When, therefore, Palme Dutt goes on to say that in spite of Newbold’s defection the Communist party “has no reason to revise its attitude to the Labour Party,” we cannot refrain from asking what on earth he means. Which of its half-dozen policies is the C.P. determined to persist in? The policy of 1921 of open hostility in theory, coupled in fact with the opposition to some (MacDonald) and the support of others (Naylor), or the policy of 1922 and 1923 of supporting them all where they needed support at election times, and keeping the denunciation where it could do no harm? Or the policy of support on the political field and opposition to the same persons and policies in the Trade Unions?

Palme Dutt can only reply that they will “persist in their policy.” The fact is that the “tacticians” blundered again. They might themselves be proud of J. H. Thomas, but they soon found that the only people from whom they could expect to win support were not proud of him at all, and this explains why T. Johnston, who in January they considered to be a staunch fighter for the proletariat, is described in September as a “capitalist lackey” as are the ministers and other supporters of the Labour Government (“Workers’ Weekly,” 12th Sept.).

And it seems that Newbold and the rest of the “traitors” have the laugh after all.

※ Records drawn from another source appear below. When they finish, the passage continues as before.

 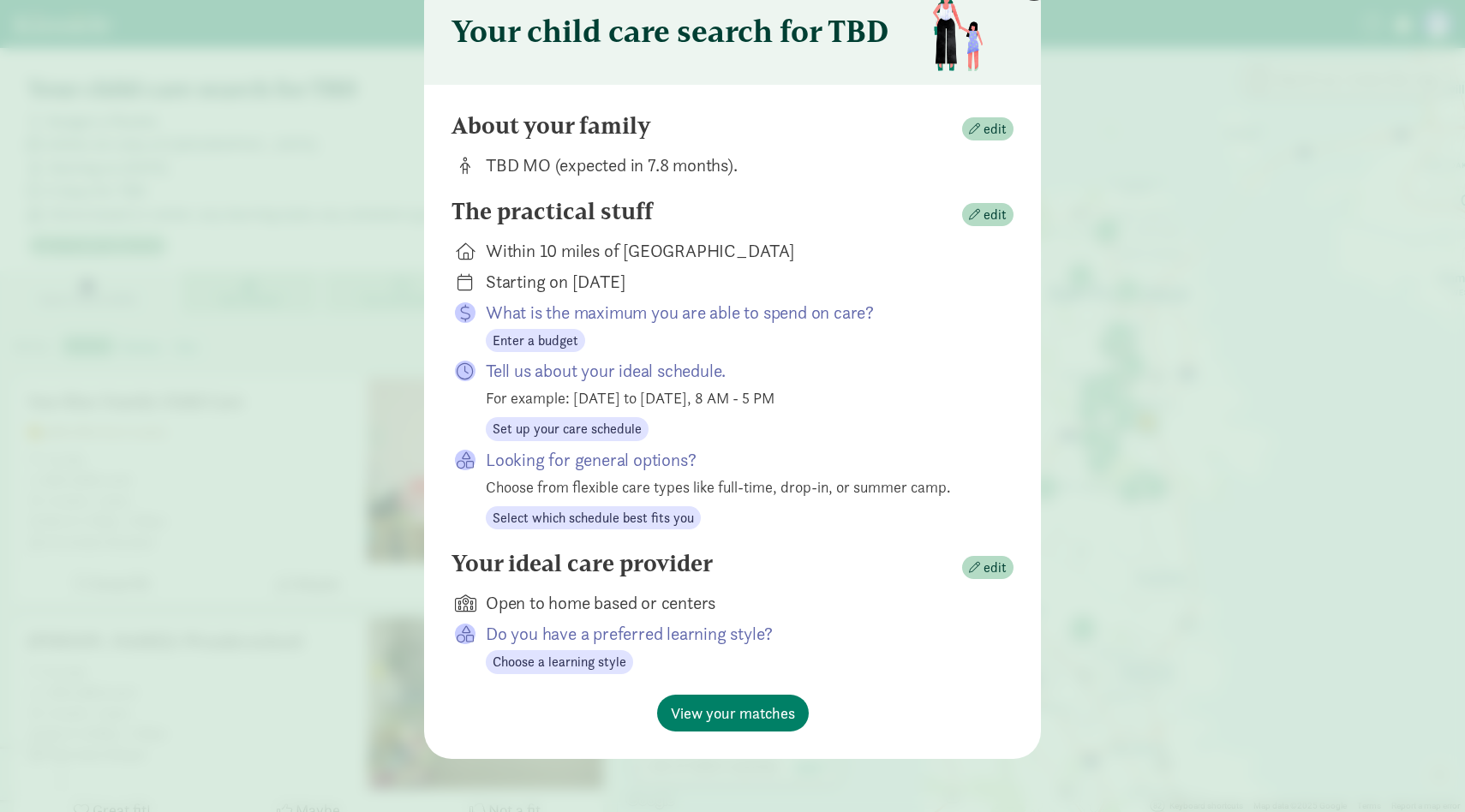 I want to click on h4: About your family, so click(x=551, y=126).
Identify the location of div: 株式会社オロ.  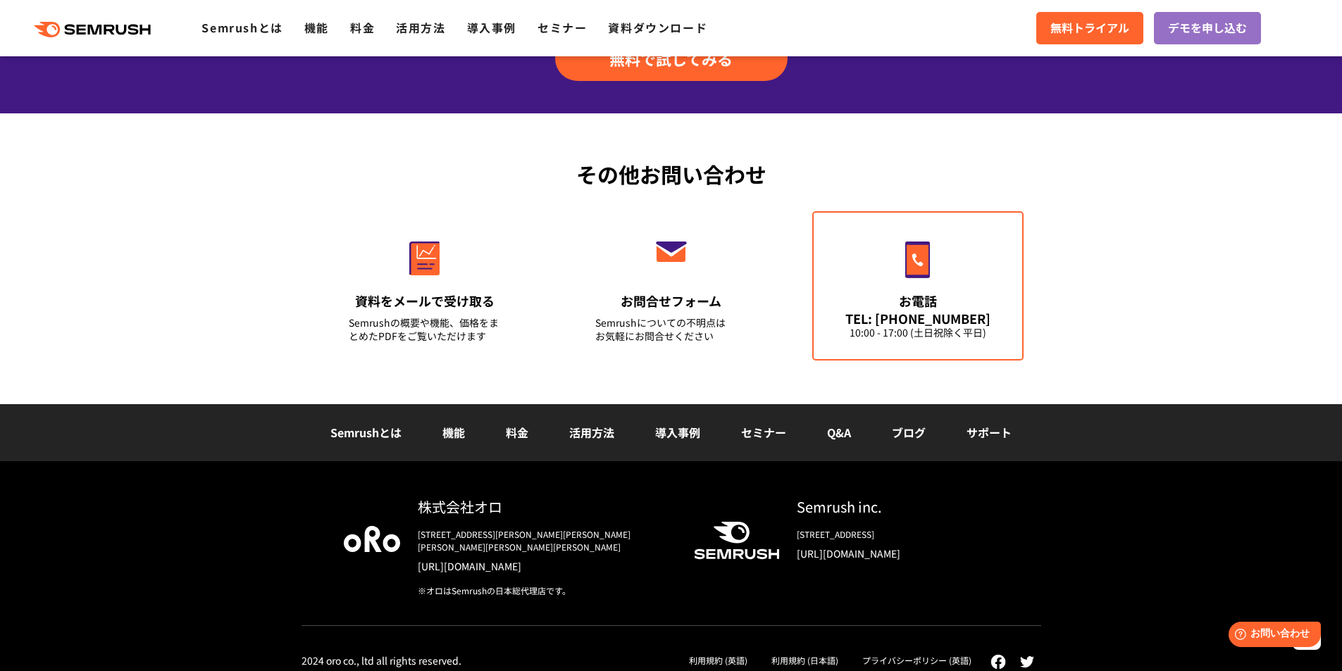
(545, 507).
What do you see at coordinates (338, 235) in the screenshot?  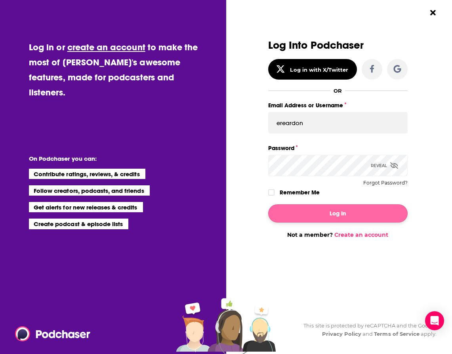 I see `div: Not a member?` at bounding box center [338, 235].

After they have been ridiculed for ignorance and denounced for their cowardice and treachery, they will still as Labour candidates receive the votes and assistance of C.P. members !

They cannot even condemn Newbold for his imperialist tendencies, for it was while he was “Communist” member for Motherwell in 1923 that he admits having defended the Navy as essential for the protection of “our food ships,” and no public condemnation of him was made by his party. (“Forward,” 30th August, 1924.)

It would also be interesting to know what is now supposed to be the attitude of the Communists on the question of minority revolution. Do they hold with Trotsky (“Communist,” 6th Aug., 1921) that the victory of the working class “can only be achieved by the capacity to conduct battles, and above all by gaining over the majority of the working class.” Or do they still believe that an “intellectual minority” can do the work? It was as recently as the end of 1923 that the German Communists made a futile attempt, in spite of the fact that their strength, as shown by the Reichstag elections, was only about 12 per cent. of the votes cast. And the left wing who dominated the party (980 delegates to 369 of the others combined), referring to this rising, were still able to declare, in April, 1924, that “victory—the seizure of power by the workers—was not only possible, but historically necessary.” (“Workers’ Weekly,” May 16th, 1924.)

In all this welter of confusion the S.P.G.B. stands alone and unshaken. I.L.P. pacifists join hands with Labour jingoes building cruisers to solve unemployment, and joyfully endorse in the Dawes Report a new attempt to intensify the slavery of the European working class; while Communists call them knaves, and vote them into Parliament.

The Communists, trying to emulate their fellow confusionists in the I.L.P., just hug themselves with delight because MacDonald has agreed to give a State guarantee of interest payments on a £40,000,000 loan to Russia, for the benefit of certain financial circles. One of their amusing arguments is that it will make work for the unemployed. They have doubtless overlooked the detail that even if work is provided for engineers now, the ultimate result when Russian agriculture has been reorganised and brought up to date by the imported machinery, is that this and other countries will have to face the competition of cheap Russian wheat. This will be good news for the unemployed agricultural workers. While the Communist propagates futile “solutions” of insoluble problems, the Socialist goes on propagating socialism.

We extend an urgent invitation to those who have seen the Socialist Party stand the test of war and would-be revolution and yet maintain the intellectual strength of its position, to come forward and give us their active assistance.